A MOOC Value Creation Methodology
Initial excitement about MOOCs was largely based on their capacity to recruit 10s of 1000s of participants. The MOOC platforms enabled massive cohorts of participants from outside of the university to engage with university teaching and research and the engagement could be tracked by the platforms themselves. However, it quickly became clear that MOOC participants differed markedly from the profile and patterns of engagement that characterise typical undergraduate students, and measures such as course completion, which might be meaningful for the evaluation of undergraduate courses, were less so in the context of MOOCs. To evaluate the success of a MOOC we need a new way to track the value that participants gain from taking part. Existing evaluation methods tend to focus on quantitative analysis of analytics from the platform, but these measures tell us little about the perceived value to participants.
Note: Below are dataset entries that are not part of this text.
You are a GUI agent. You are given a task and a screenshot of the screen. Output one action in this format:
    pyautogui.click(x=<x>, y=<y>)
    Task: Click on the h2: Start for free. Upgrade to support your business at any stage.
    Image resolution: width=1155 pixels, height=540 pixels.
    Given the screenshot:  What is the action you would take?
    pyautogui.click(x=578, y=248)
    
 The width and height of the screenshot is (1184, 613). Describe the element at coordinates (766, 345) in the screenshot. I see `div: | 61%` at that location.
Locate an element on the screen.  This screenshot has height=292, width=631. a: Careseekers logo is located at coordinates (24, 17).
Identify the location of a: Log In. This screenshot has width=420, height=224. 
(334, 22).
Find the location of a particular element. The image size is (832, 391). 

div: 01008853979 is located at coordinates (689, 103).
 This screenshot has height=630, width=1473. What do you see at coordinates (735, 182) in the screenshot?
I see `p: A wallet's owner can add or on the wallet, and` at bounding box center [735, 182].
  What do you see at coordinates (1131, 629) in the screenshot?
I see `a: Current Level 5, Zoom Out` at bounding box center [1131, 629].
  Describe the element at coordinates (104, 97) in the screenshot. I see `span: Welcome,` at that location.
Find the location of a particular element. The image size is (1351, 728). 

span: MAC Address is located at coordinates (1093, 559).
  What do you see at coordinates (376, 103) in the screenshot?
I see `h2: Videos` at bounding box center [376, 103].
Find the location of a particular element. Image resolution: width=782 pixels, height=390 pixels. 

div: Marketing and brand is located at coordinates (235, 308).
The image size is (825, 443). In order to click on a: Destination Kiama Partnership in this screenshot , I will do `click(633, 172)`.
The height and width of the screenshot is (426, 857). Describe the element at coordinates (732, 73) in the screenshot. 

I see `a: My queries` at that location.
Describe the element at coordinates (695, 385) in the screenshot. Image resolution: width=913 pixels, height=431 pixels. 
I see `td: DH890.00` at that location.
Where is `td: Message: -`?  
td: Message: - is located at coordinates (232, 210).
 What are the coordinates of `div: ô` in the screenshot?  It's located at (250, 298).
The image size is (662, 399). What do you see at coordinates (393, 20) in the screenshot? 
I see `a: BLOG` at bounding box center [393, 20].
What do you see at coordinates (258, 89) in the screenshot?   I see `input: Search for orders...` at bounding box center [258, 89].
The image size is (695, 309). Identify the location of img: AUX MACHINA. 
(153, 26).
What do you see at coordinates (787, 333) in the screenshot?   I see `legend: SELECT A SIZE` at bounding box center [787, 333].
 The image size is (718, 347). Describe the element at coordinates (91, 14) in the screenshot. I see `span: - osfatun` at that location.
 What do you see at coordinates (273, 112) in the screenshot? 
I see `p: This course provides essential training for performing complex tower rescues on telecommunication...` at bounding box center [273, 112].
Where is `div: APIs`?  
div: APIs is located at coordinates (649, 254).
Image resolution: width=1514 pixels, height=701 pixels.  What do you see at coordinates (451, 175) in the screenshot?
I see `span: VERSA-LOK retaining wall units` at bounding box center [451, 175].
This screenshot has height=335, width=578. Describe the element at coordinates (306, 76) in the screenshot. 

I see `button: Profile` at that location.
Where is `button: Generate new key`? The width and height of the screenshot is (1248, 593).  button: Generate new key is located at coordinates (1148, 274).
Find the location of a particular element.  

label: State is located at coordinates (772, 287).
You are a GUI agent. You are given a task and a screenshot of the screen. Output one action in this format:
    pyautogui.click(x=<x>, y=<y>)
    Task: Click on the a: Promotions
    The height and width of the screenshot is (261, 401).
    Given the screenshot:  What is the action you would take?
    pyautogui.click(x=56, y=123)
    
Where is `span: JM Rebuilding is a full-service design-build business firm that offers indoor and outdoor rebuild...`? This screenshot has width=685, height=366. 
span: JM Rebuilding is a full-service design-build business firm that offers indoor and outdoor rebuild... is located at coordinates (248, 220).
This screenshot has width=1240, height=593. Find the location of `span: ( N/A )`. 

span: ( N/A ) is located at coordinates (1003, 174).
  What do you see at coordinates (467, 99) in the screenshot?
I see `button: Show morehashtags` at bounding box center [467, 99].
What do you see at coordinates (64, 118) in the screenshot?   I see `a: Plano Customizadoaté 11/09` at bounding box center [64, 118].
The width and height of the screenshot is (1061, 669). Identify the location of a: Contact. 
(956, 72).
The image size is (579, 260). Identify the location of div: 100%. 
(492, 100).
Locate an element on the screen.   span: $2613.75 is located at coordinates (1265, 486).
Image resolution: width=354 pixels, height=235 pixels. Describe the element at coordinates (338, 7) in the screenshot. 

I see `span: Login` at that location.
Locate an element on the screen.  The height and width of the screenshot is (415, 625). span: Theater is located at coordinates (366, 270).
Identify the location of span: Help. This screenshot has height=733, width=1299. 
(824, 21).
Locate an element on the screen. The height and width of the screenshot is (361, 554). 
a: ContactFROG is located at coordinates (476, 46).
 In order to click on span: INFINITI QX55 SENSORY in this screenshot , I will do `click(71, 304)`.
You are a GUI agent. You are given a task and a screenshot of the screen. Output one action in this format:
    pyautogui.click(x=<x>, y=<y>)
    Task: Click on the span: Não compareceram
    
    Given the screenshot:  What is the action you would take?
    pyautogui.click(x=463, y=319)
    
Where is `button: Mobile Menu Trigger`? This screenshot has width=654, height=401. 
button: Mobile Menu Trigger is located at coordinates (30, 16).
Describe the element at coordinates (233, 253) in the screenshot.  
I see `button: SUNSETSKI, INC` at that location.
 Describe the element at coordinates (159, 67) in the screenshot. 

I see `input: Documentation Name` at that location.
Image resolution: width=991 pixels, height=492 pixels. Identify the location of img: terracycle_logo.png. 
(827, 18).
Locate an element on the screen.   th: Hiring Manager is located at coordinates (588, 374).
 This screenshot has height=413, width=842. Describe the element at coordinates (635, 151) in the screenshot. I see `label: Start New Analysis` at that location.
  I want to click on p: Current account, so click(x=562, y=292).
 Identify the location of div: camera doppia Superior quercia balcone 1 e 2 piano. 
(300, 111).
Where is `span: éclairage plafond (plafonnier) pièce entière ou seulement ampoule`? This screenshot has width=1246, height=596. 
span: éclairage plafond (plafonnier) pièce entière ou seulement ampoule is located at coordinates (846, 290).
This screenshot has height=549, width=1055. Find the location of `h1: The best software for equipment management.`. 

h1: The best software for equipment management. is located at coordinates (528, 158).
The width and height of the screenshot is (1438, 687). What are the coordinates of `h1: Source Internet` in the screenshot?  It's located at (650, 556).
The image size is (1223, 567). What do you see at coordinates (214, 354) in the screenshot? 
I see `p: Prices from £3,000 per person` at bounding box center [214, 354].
Moreover, since many MOOC participants are professionals, such as teachers or healthcare workers, and are undertaking continual professional development in MOOCs, we also need to track how they use their learning to impact the lives of others, such as students or patients, or in their own professional development activities, which can present challenges for evaluation.
In this presentation Eileen Kennedy and Diana Laurillard will consider a mixed method approach that carefully examines different sources of evidence to show different types of value created on a MOOC. They present a MOOC value creation framework that can be used with the full range of professional development courses, to give a more rounded evaluation of the impact of MOOC initiatives.